Ministers of Grace
“Ministers of Grace” is an unusual story by Saki in that it is very nearly a straight-up science fiction tale about a Duke who decides to replace members of his political cabinet with angels. Except that these “angels” bear a remarkably closer affiliation to what would today be recognized as a clone rather than any sort of heavenly creature. The adjustment is, needless to say, difficult, a reality put into what is on the other hand very much a traditional example of Saki’s power of figurative language. The angelic clone that to all outward appearances looks just like the recently ousted cabinet member Quinston puts the transition thusly:
"I've got to run about behind the wheels of popularity, like a spotted dog behind a carriage, getting all the dust and trying to look as if I was an important part of the machine.”
The Cobweb
Near the end of “The Cobweb” the narrator succinctly encapsulates in efficiently composed metaphor the woman who has inexorably coalesced in the reader’s mind—most readers, anyway—into a figure who has come to seem exactly like the author’s swift parting shot:
“in the centre of which the old woman looked like a withered stalk standing amid a riotous growth of gaily-hued flowers”
Rarely have so few words been so precisely strung together to create such a perfect realized portrait of a woman. Old Martha truly does seem to be like nothing more than a shriveled vegetable out of place and out of time.
The Way to the Dairy
At the opposite end of the spectrum is Saki’s gift for occasionally turning to metaphorical language not so much to provide a perfect summation of character so much as to offer his readers a particularly entertaining sentence to read. Try working this one out from "The Way to the Dairy" and see if you can figure out what it is supposed to mean. Hint: context is of absolutely no help.
“her nieces were hovering forlornly in the background, like chickens that have been hatched out by a duck and are despairingly watching their parent disporting herself in a dangerous and uncongenial element.”
Reginald on Besetting Sins
The opening in this entry of a series of stories by Saki which were ridiculously popular at the time he was writing them, but are almost entirely overlooked by casual readers today shows off the author’s ability to draw humor from creating a collision of words that don’t normally go together but often wind up producing an audible chuckle when Saki forces the collision:
“There was once (said Reginald) a woman who told the truth. Not all at once, of course, but the habit grew upon her gradually, like lichen on an apparently healthy tree.”
Wratislav
In this unusually titled story, a mother—and a Baroness to boot--quickly rises to defend her daughter against charges of not exactly being the sharpest knife in the drawer. As an example of her daughter’s keen wit she quotes her an observation the young lady had made recently about the Triple Alliance: the longstanding mutual defense agreement between Germany, Austria-Hungary and Italy:
“Something about it being like a paper umbrella, that was all right as long as you didn't take it out in the rain.”
If Elsa’s display of wit seems less than humorous to you, you are not alone. When her easily impressed mother goes on to suggest that “It's not everyone who could say that” the immediate reply from the person who had challenged her daughter’s cleverness in the first place displays a far keener intellect than Baroness and daughter combined with her own retort: "Everyone has said it; at least every one that I know. But then I know very few people."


= Task prompt =
In the data below, which lines hold the word "Code"? Copy them.

= Supplied data =
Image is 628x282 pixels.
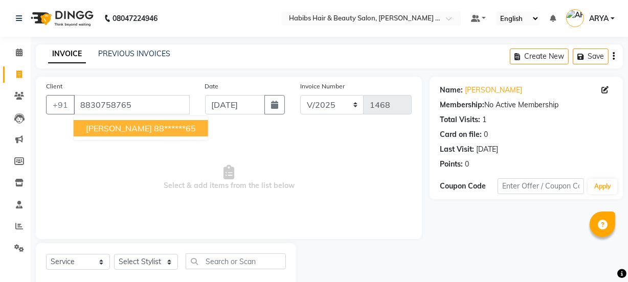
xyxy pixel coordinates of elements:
[439,100,612,110] div: No Active Membership
[439,181,497,192] div: Coupon Code
[465,159,469,170] div: 0
[566,9,584,27] img: ARYA
[46,82,62,91] label: Client
[588,179,617,194] button: Apply
[300,82,344,91] label: Invoice Number
[497,178,584,194] input: Enter Offer / Coupon Code
[589,13,608,24] span: ARYA
[48,45,86,63] a: INVOICE
[465,85,522,96] a: [PERSON_NAME]
[439,100,484,110] div: Membership:
[439,85,462,96] div: Name:
[476,144,498,155] div: [DATE]
[74,95,190,114] input: Search by Name/Mobile/Email/Code
[482,114,486,125] div: 1
[26,4,96,33] img: logo
[572,49,608,64] button: Save
[46,127,411,229] span: Select & add items from the list below
[439,144,474,155] div: Last Visit:
[483,129,487,140] div: 0
[86,123,152,133] span: [PERSON_NAME]
[439,114,480,125] div: Total Visits:
[98,49,170,58] a: PREVIOUS INVOICES
[46,95,75,114] button: +91
[509,49,568,64] button: Create New
[439,159,462,170] div: Points:
[205,82,219,91] label: Date
[439,129,481,140] div: Card on file:
[185,253,286,269] input: Search or Scan
[112,4,157,33] b: 08047224946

= Solution for this task =
[439,181,497,192] div: Coupon Code
[497,178,584,194] input: Enter Offer / Coupon Code
[74,95,190,114] input: Search by Name/Mobile/Email/Code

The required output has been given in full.